== Problem details ==
Leaving out the pictures, transcribe all of the records faithfully.

[Collected data entries]
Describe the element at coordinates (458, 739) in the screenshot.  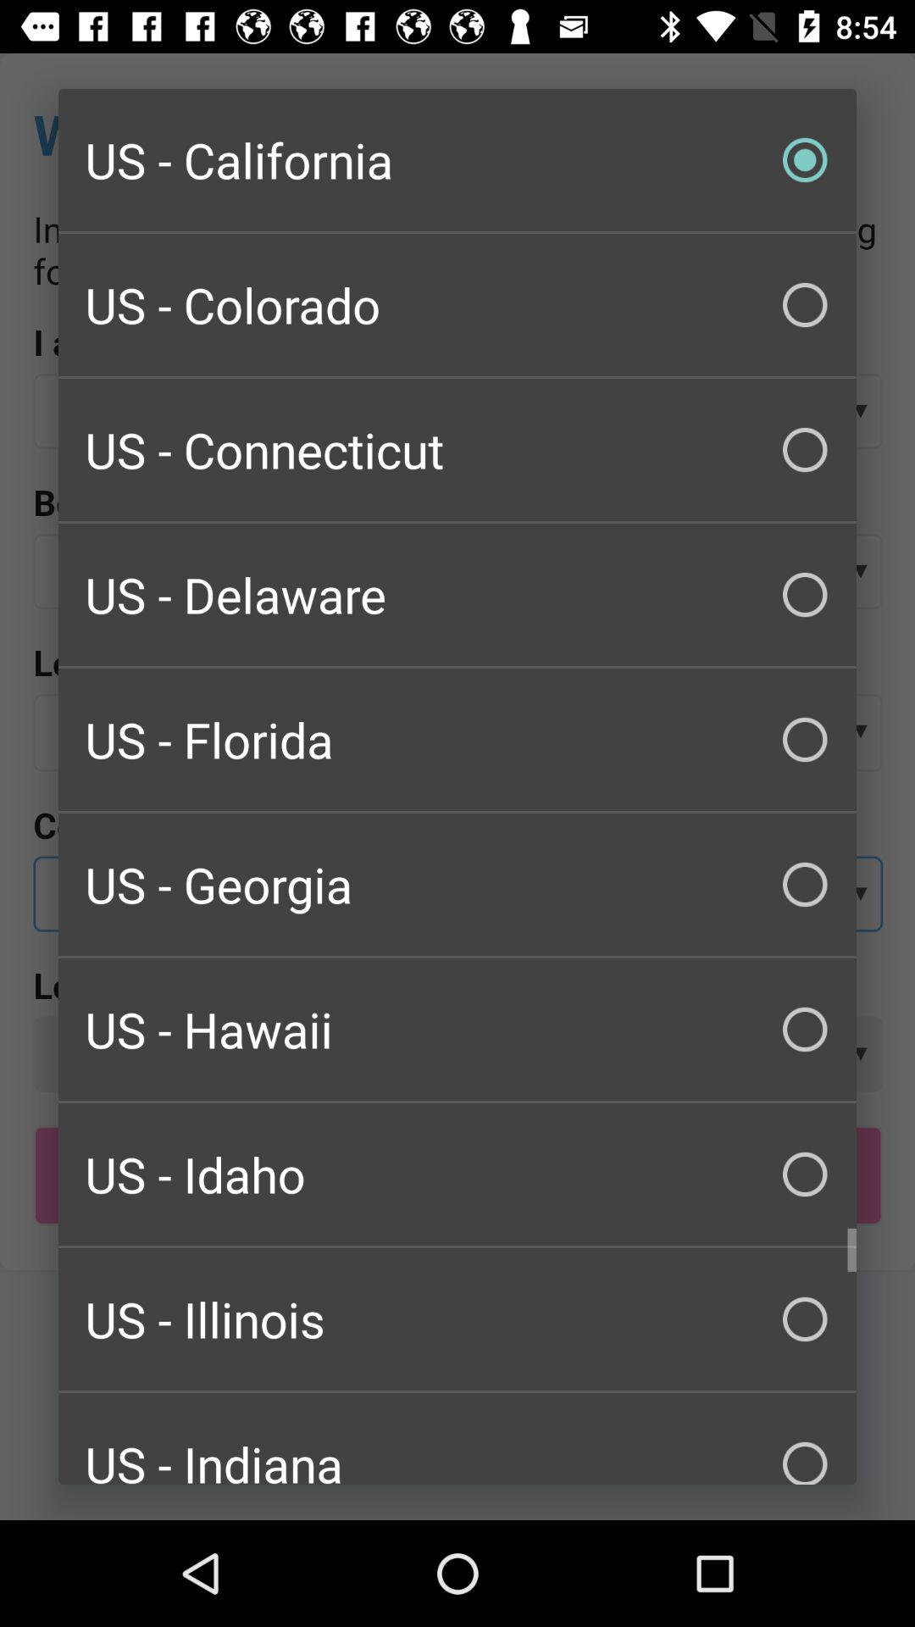
I see `turn off the item below us - delaware` at that location.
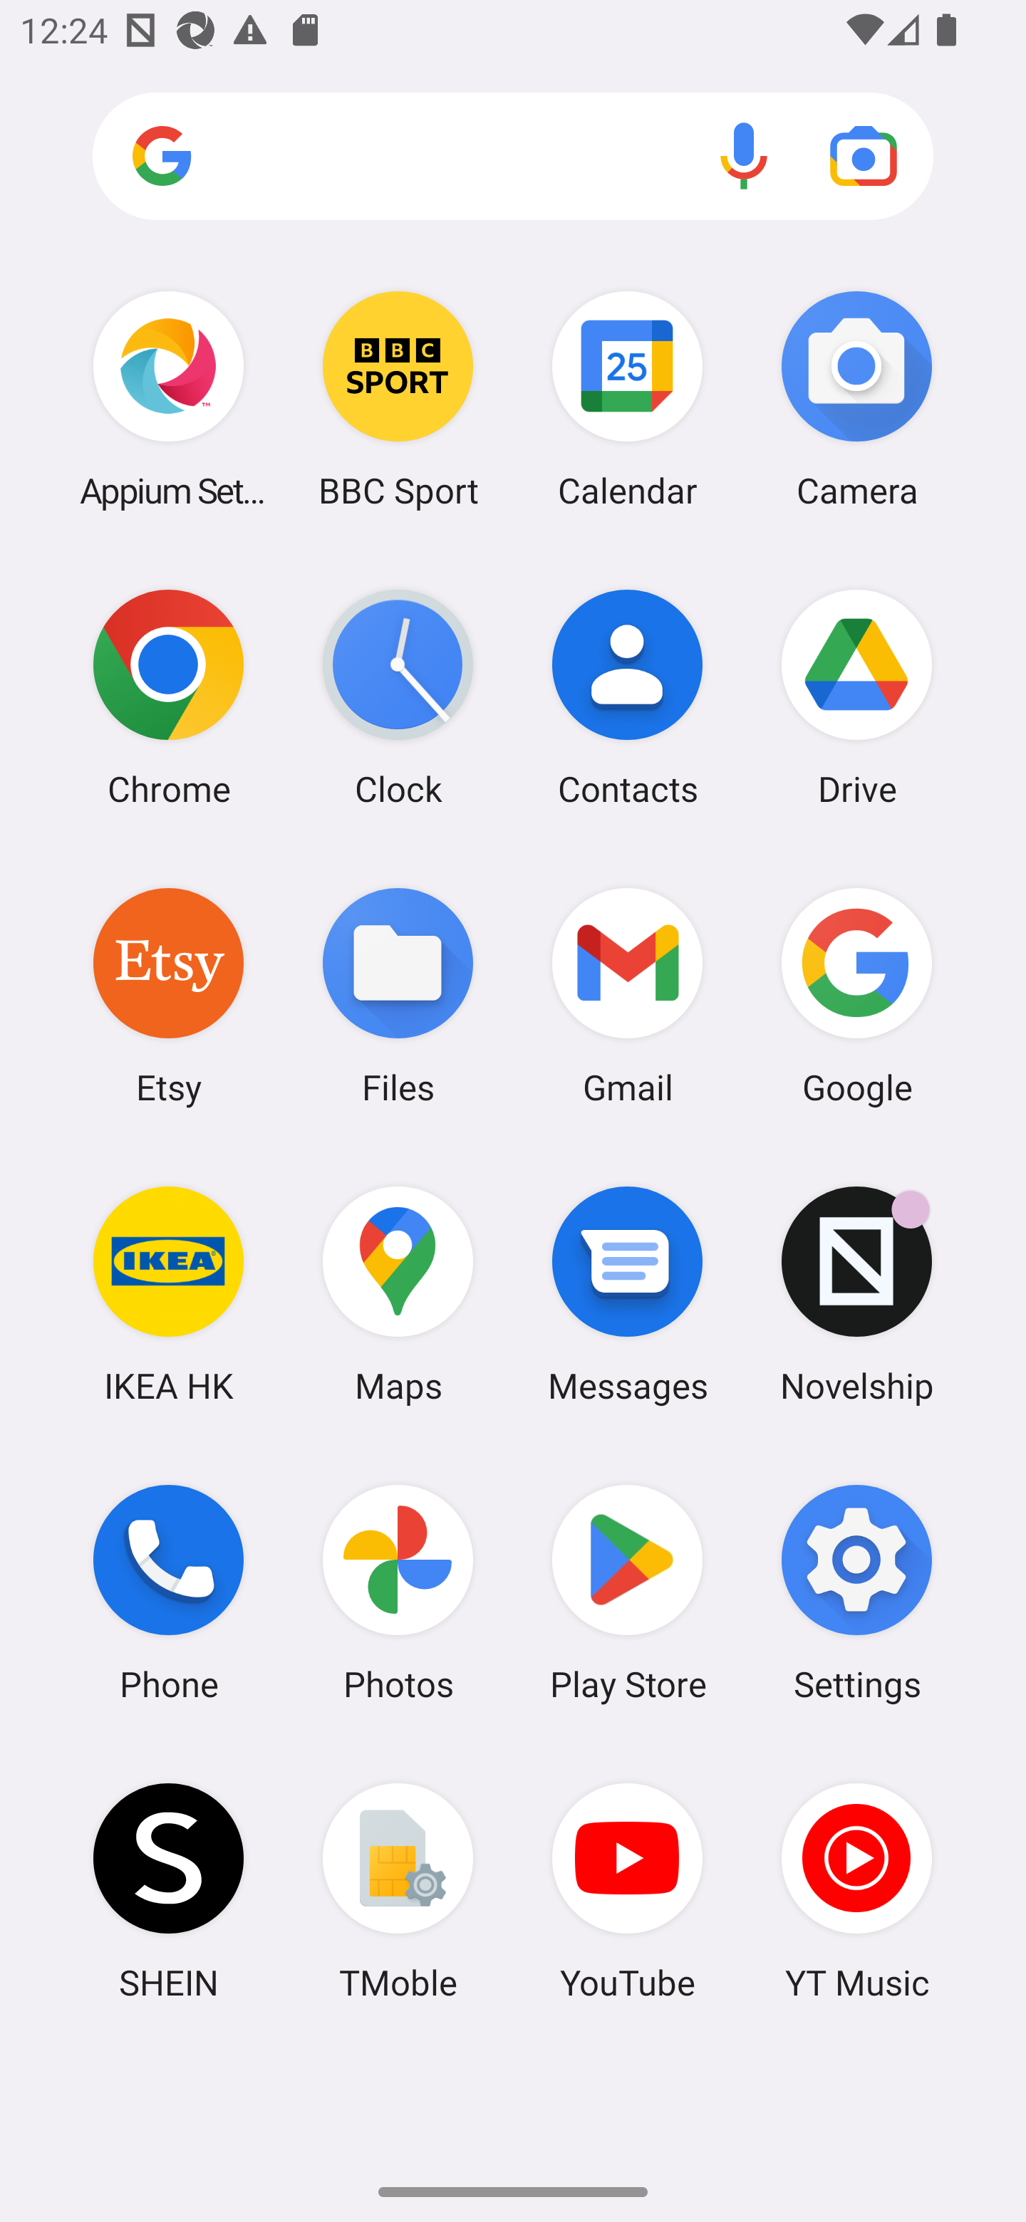  What do you see at coordinates (398, 399) in the screenshot?
I see `BBC Sport` at bounding box center [398, 399].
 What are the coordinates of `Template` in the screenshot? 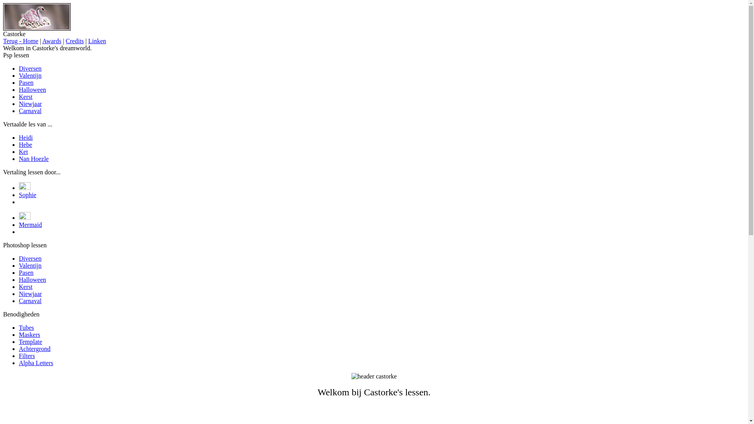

== Result for this task ==
Describe the element at coordinates (458, 739) in the screenshot.  
I see `turn off the item below us - delaware` at that location.
  What do you see at coordinates (398, 399) in the screenshot?
I see `BBC Sport` at bounding box center [398, 399].
 What are the coordinates of `Template` in the screenshot? 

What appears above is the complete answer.